### PROBLEM TO WORK ON
Retype the entries below exactly, dropping the images.

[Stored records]
= = =

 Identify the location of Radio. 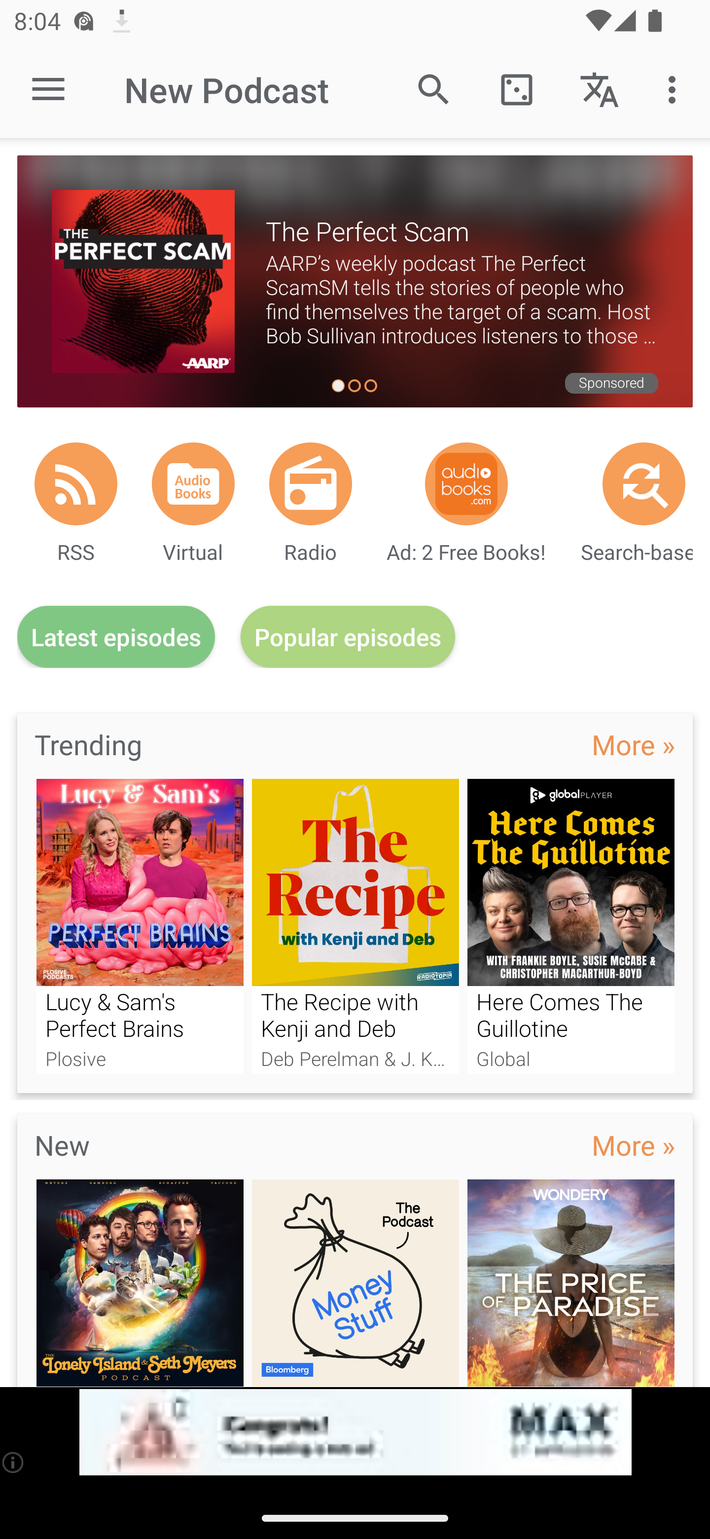
(311, 483).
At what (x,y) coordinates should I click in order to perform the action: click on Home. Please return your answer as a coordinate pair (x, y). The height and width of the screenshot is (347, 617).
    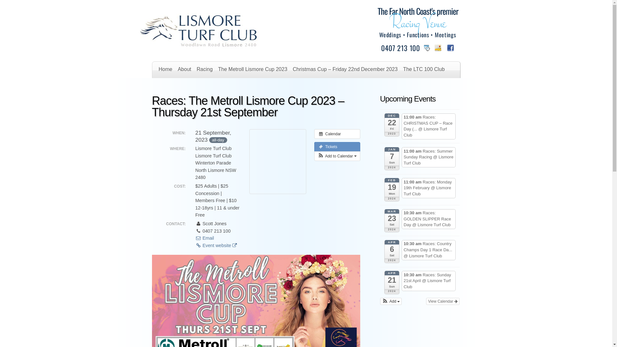
    Looking at the image, I should click on (166, 71).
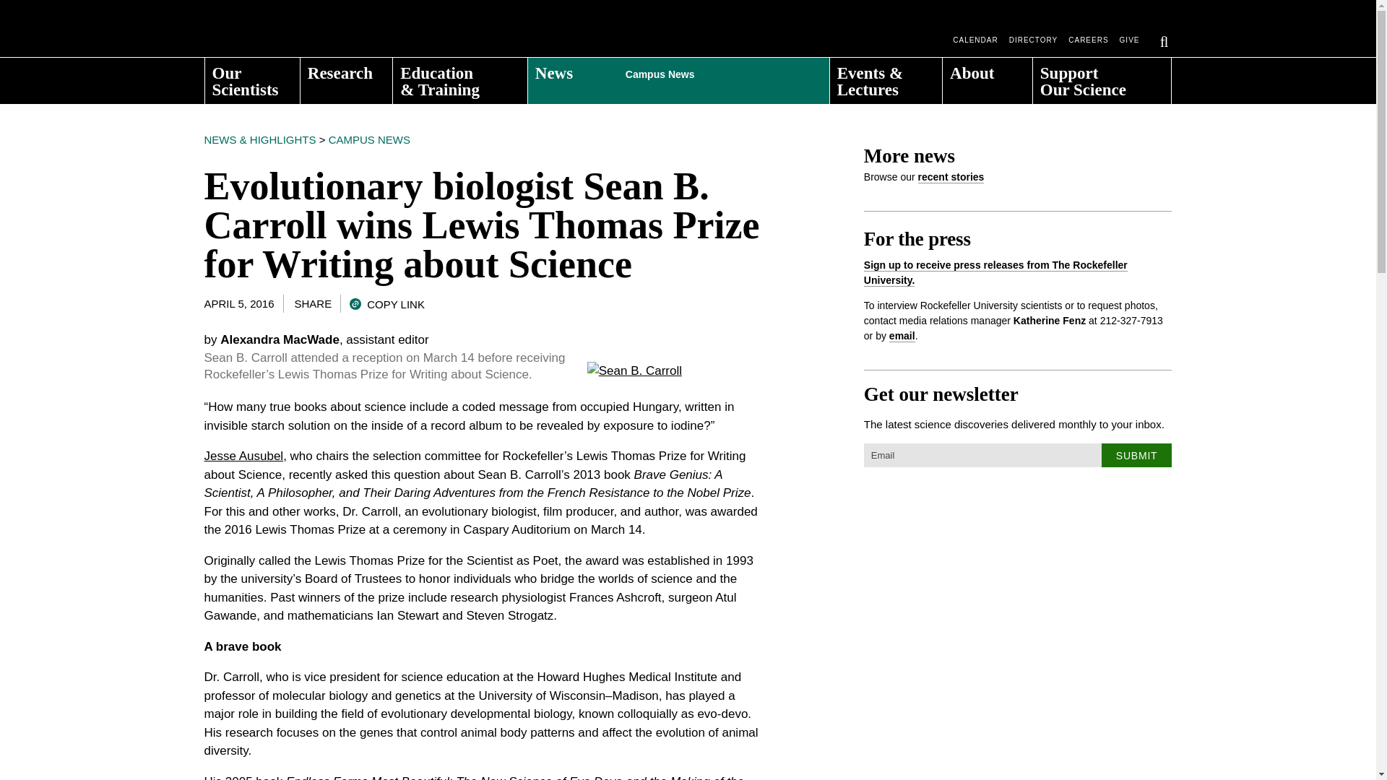 The height and width of the screenshot is (780, 1387). What do you see at coordinates (252, 77) in the screenshot?
I see `Our Scientists` at bounding box center [252, 77].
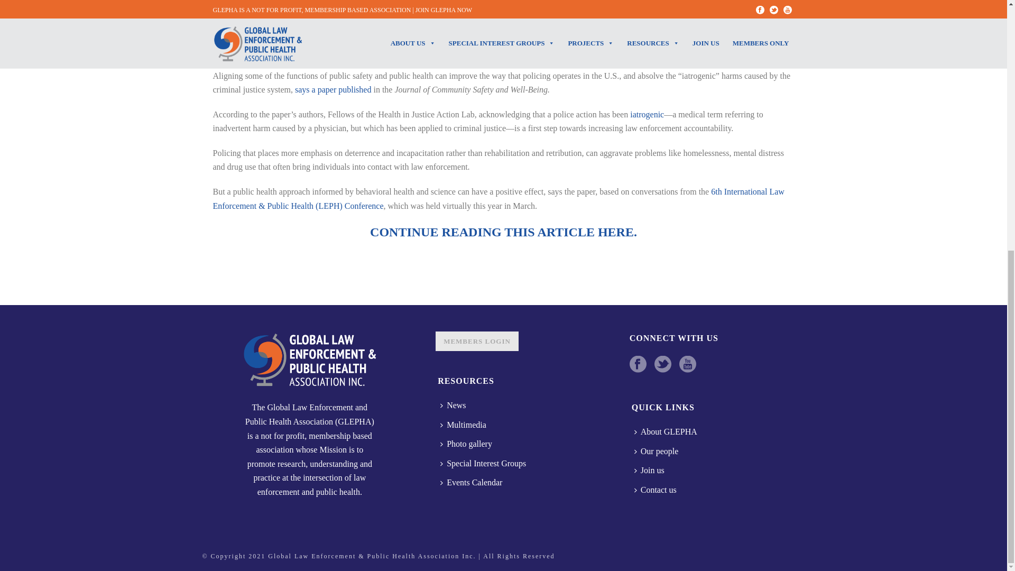 The width and height of the screenshot is (1015, 571). Describe the element at coordinates (638, 365) in the screenshot. I see ` facebook` at that location.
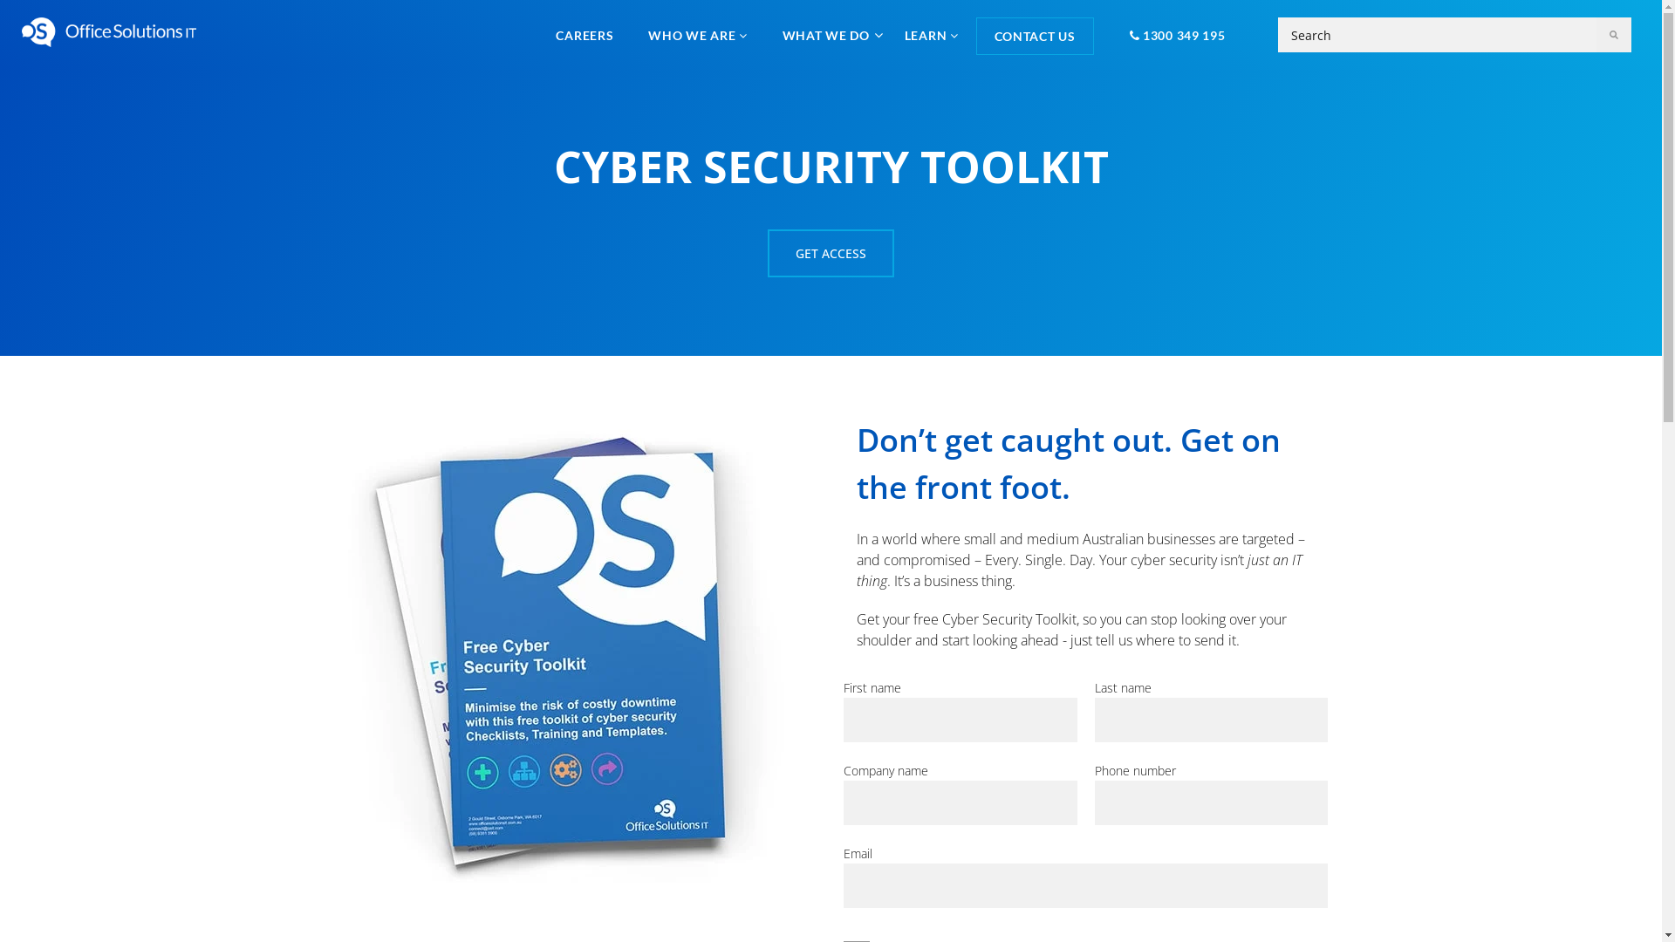 This screenshot has width=1675, height=942. Describe the element at coordinates (573, 650) in the screenshot. I see `OSIT-Cyber-Security-Toolkit-Package-optimized-min` at that location.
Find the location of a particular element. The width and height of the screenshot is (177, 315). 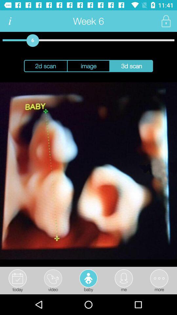

scroll until 2d scan icon is located at coordinates (45, 66).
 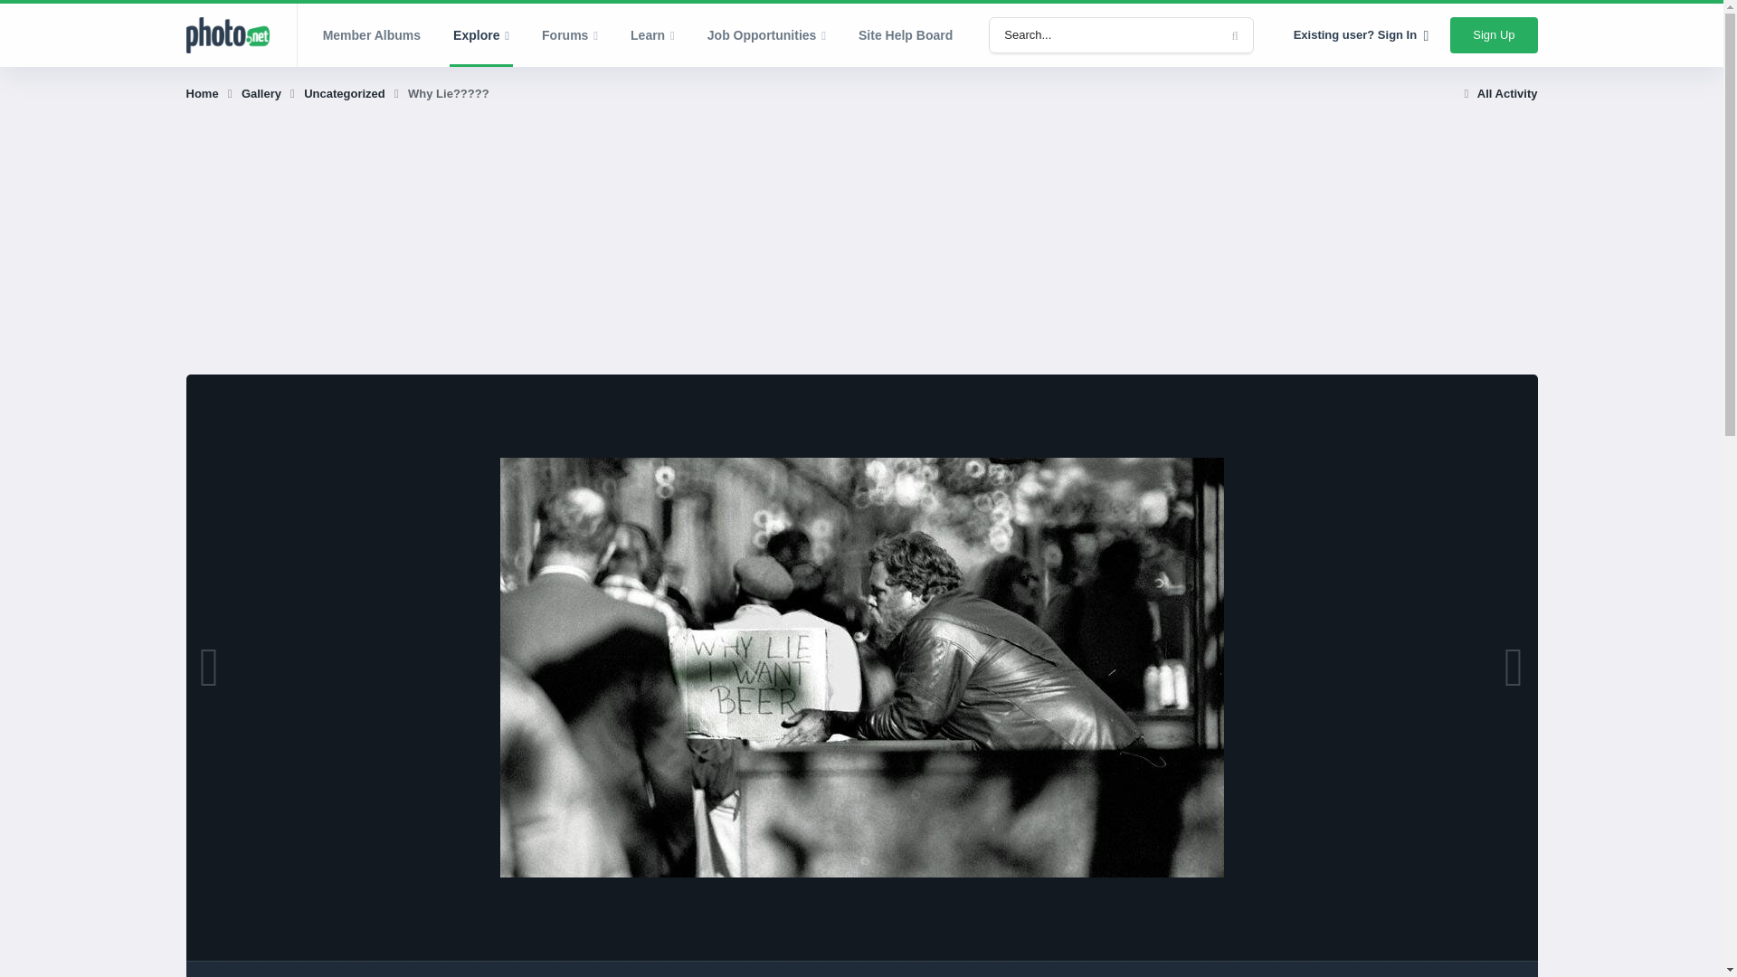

= = =

### SOLUTION FOR THIS EXERCISE
 Identify the location of Radio. 
(311, 483).
At what (x,y) coordinates should I click in order to perform the action: click on Home. Please return your answer as a coordinate pair (x, y). The height and width of the screenshot is (347, 617).
    Looking at the image, I should click on (166, 71).
 The height and width of the screenshot is (780, 1387). What do you see at coordinates (252, 77) in the screenshot?
I see `Our Scientists` at bounding box center [252, 77].
 The width and height of the screenshot is (1015, 571). Describe the element at coordinates (638, 365) in the screenshot. I see ` facebook` at that location.
 This screenshot has width=1675, height=942. Describe the element at coordinates (573, 650) in the screenshot. I see `OSIT-Cyber-Security-Toolkit-Package-optimized-min` at that location.
Find the location of a particular element. The width and height of the screenshot is (177, 315). 

scroll until 2d scan icon is located at coordinates (45, 66).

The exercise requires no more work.